Using X Windows remotely from cygwin

Mike Parson yellowdog-general@lists.terrasoftsolutions.com
Thu May 6 08:44:02 2004


On Wed, May 05, 2004 at 05:52:29PM -0400, Douglas Denholm wrote:

<snip>

> I can make a basic commandline ssh connection from cygwin to the YDL box but
> when I try and set up an X Windows session, it dies.
> 
> I am using the command "ssh -Y -l root YellowDog" under cygwin (the syntax
> suggested in the cygwin user guide). This prompts me for the root password
> on the YDL box and then initiates a commandline on the YDL. But when I try
> to use X (for example by typing "startkde") I get the following behavior:

> [root@YellowDog/]# startkde
> rm:cannot remove '.' or '..'
> rm:cannot remove '.' or '..'
> xsetroot: unable to open display ''
> xrdb: Can't open display ''
> xset: unable to open display ''
> xset: unable to open display ''
> xset: unable to open display ''
> startkde: Starting up...
> ksplash: cannot connect to X server
> kdeinit: aborting. $Display is not set.
> Warning: connect() failed: No such file or directory
> ksmserver: cannot connect to X server
> startkde: shutting down...
> Warning: connect() failed: No such file or directory
> Error: Can't contact kdeinit
> startkde: Running shutdown scripts...
> startkde: Done
> [root@YellowDog /]#

Have you started the X session on the Win32/Cygwin box?  From the errors
you show above, it looks like you haven't.  If you were, you would
most likely get an error more like "another window manager is already
running."

If you want to run X programs on your YDL (or any other Unix host) and
have them display on your Windows host under cygwin's X11, then you
need to start your X server on the windows box first.  IIRC, there's a
startxwin.bat file that you can double click on that will fire up X in
'rootless' mode, which lets you use the local Windows Explorer interface
to manage the windows, it should also fire up a single xterm.  From
there, you would ssh to your Linux host, then to test if X11 forwarding
is working, start with something simply, like xlogo, which if all is
configured properly, will display a graphical X11 logo on your screen.

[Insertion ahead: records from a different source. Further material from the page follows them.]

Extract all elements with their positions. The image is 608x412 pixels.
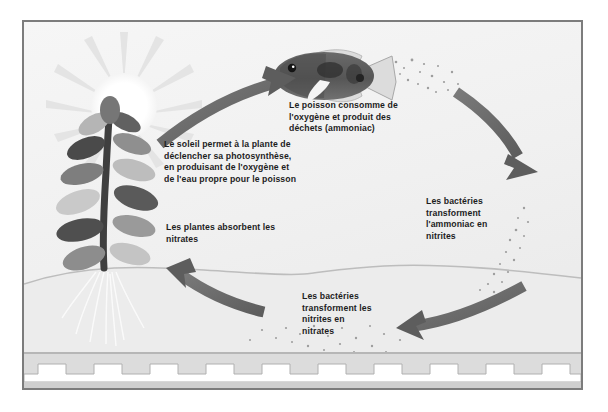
caption-nitrite: Les bactéries transforment les nitrites …	[302, 291, 412, 337]
diagram-frame: Le poisson consomme de l'oxygène et prod…	[22, 20, 583, 390]
caption-fish: Le poisson consomme de l'oxygène et prod…	[289, 100, 449, 135]
substrate-band	[24, 352, 581, 388]
diagram-scene: Le poisson consomme de l'oxygène et prod…	[24, 22, 581, 388]
caption-plants: Les plantes absorbent les nitrates	[166, 222, 306, 245]
caption-ammonia: Les bactéries transforment l'ammoniac en…	[426, 196, 526, 242]
caption-sun: Le soleil permet à la plante de déclench…	[164, 139, 344, 185]
nitrogen-cycle-diagram: Le poisson consomme de l'oxygène et prod…	[0, 0, 608, 412]
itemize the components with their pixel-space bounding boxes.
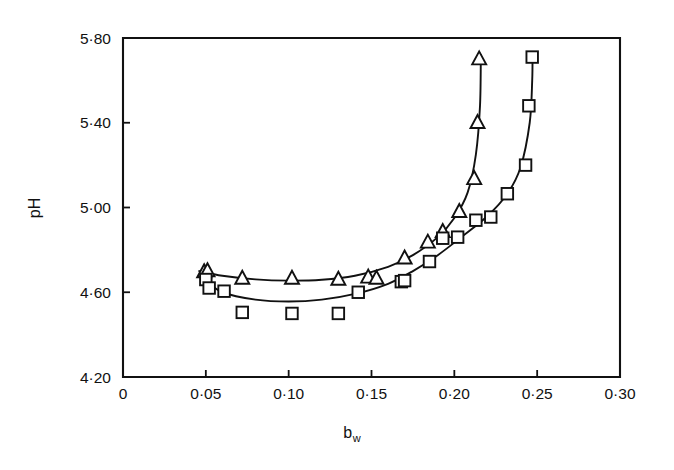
x-axis-title-label: bw: [343, 424, 360, 444]
marker-triangle: [467, 171, 481, 184]
marker-triangle: [452, 204, 466, 217]
marker-square: [523, 100, 535, 112]
marker-square: [502, 188, 513, 200]
x-tick-label: 0·05: [190, 385, 221, 402]
y-tick-label: 5·00: [80, 199, 111, 216]
ph-vs-bw-scatter-chart: 00·050·100·150·200·250·30 4·204·605·005·…: [0, 0, 674, 470]
x-axis-title: bw: [343, 424, 360, 444]
x-tick-label: 0·10: [273, 385, 304, 402]
marker-square: [424, 256, 436, 268]
axes-frame: [123, 38, 620, 377]
x-tick-label: 0·30: [604, 385, 635, 402]
x-tick-label: 0·20: [439, 385, 470, 402]
marker-square: [218, 285, 230, 297]
marker-square: [485, 211, 497, 223]
y-tick-label: 4·20: [80, 369, 111, 386]
marker-square: [470, 214, 482, 226]
plot-frame: [123, 38, 620, 377]
fit-curve-squares: [203, 53, 533, 302]
y-tick-label: 5·80: [80, 30, 111, 47]
marker-square: [526, 51, 538, 63]
marker-square: [286, 308, 298, 320]
marker-square: [399, 275, 411, 287]
marker-triangle: [285, 271, 299, 284]
marker-square: [237, 307, 249, 319]
marker-square: [203, 282, 215, 294]
marker-square: [520, 159, 532, 171]
x-tick-label: 0·25: [522, 385, 553, 402]
marker-square: [452, 231, 464, 243]
marker-triangle: [471, 115, 485, 128]
y-tick-label: 5·40: [80, 114, 111, 131]
fitted-curves: [199, 53, 532, 302]
y-axis-tick-labels: 4·204·605·005·405·80: [80, 30, 111, 386]
x-axis-tick-labels: 00·050·100·150·200·250·30: [119, 385, 636, 402]
chart-figure: 00·050·100·150·200·250·30 4·204·605·005·…: [0, 0, 674, 470]
y-axis-title-label: pH: [26, 198, 43, 218]
x-tick-label: 0: [119, 385, 128, 402]
fit-curve-triangles: [199, 55, 481, 281]
marker-square: [353, 287, 365, 299]
marker-square: [333, 308, 345, 320]
y-axis-title: pH: [26, 198, 43, 218]
y-tick-label: 4·60: [80, 284, 111, 301]
x-tick-label: 0·15: [356, 385, 387, 402]
marker-square: [437, 232, 449, 244]
marker-triangle: [472, 51, 486, 64]
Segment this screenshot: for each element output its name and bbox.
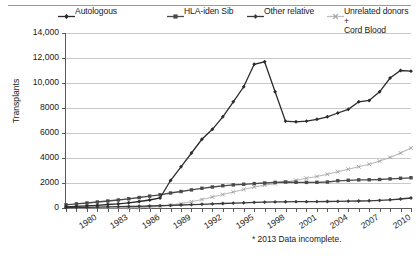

Control-C or click the 'x' up in the corner of the window to kill that
'client' and you'll have your prompt back in the xterm.  Now you can
fire up other programs, mozilla, OpenOffice, emacs, whatever, and their
X display will show up on your windows box.

If you want to use KDE from your YDL box full-screen on your windows
box, then you need to do a bit more.  First, you need to configure the
display manager to allow xdmcp connections, I believe the default DM is
GDM (the Gnome Display Manager), but that could depend on which setup
you chose.  For GDM, edit /etc/X11/gdm/gdm.conf and look for the area
under [xdmcp]:

...
[xdmcp]
# Distributions: Ship with this off.  It is never a safe thing to leave
# out on the net.  Alternatively you can set up /etc/hosts.allow and
# /etc/hosts.deny to only allow say local access.
Enable=false
...

Change that to:
Enable=true

And restart X (control-alt-backspace should be enough), if you're running
in init level 5 (graphical login).

Then from your Windows box, start a cygwin bash session, then type:

X -query hostname.of.YDL.box -once 

And if all is well, after a few seconds you should be greeted with a
login screen from your YDL system, log in, and you should get your KDE
screen as though you were running localy, but probably a tad bit slower,
KDE pushes a lot of stuff across the wire.